THERAPY AND COUNSELING INDEX

In general, the human sciences are possessed of considerably less certainty than the "hard" sciences. On top of that, very many therapists and counselors fail to keep themselves adequately informed of what the social and behavioral sciences *are* learning. Given all this, and given that human nature abhors a knowledge-vacuum, it is particularly easy for ideology and speculation to take the place of real knowledge in the counseling professions. Though many in these professions do much to assuage human suffering, all too many do harm because of biasing influences on their beliefs. In earlier years, notoriously, certain anti-female beliefs were common among counselors; in recent years, anti-male and anti-father attitudes have become all too common. The general discussions (labels beginning with A) and case histories (labels beginning with B) below are meant to reveal problems of gender bias in this arena, in hopes of spurring needed reforms.

  • A1: Why MERGE lodged its human-rights complaint
  • This document was one of many submitted to the Alberta Human Rights and Citizenship Commission in the course of our complaint against The Family Centre. It outlines some of the reasons why a test-case of this kind is so important.

  • A2: Reply to The Family Centre
  • This is MERGE's extended reply to the one extended response written by The Family Centre in the course of the investigation of our complaint against their family-violence brochure. Their response was, to put it mildly, very revealing.

  • A3: The Family Centre's New Literature
  • After MERGE launched its complaint against The Family Centre's biased literature on family violence, they replaced it with a set of four closely similar brochures. This is MERGE's response, submitted to Alberta's human-rights commission in the course of its investigation of our complaint. After the investigator sided with MERGE, The Family Centre opted not to have any literature specifically describing the problem of partner abuse, but simply to mention in its general literature that it provides services to victims and perpetrators of both sexes.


> [WORK TASK]: Every line containing the string "leaf" is to be copied from the records.

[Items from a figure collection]
━━━━━━━━━━

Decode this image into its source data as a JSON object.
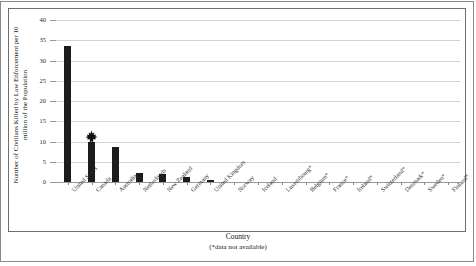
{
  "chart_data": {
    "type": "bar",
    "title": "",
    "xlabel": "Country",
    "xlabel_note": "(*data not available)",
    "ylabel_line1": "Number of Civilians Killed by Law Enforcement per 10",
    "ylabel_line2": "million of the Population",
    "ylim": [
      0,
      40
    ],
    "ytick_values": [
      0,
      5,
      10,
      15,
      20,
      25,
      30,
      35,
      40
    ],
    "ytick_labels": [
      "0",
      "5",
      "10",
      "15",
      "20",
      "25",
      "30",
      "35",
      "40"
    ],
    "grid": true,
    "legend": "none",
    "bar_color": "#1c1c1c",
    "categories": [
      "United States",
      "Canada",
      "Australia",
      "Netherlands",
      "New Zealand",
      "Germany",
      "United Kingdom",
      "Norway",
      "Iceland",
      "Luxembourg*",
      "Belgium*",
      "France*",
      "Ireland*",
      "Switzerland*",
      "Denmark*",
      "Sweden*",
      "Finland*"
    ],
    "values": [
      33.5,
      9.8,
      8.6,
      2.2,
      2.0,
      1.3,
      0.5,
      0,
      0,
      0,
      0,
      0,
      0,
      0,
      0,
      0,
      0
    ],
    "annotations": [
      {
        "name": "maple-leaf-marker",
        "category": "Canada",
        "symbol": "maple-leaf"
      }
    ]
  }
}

━━━━━━━━━━

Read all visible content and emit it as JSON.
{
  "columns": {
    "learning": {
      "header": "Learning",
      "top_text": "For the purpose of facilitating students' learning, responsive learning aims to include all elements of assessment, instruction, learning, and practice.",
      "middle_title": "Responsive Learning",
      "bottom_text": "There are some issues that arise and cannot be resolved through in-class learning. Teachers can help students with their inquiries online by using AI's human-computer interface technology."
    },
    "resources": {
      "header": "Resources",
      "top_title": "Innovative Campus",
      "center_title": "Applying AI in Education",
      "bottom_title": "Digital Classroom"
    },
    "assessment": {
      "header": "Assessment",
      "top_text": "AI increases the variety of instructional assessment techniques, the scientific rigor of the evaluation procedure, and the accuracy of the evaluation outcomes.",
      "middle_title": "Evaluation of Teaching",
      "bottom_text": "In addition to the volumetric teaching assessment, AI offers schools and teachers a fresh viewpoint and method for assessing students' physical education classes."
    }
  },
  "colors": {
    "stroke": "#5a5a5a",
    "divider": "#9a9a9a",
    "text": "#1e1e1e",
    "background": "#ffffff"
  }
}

━━━━━━━━━━

> [TASK SOLUTION]:
        "name": "maple-leaf-marker",
        "symbol": "maple-leaf"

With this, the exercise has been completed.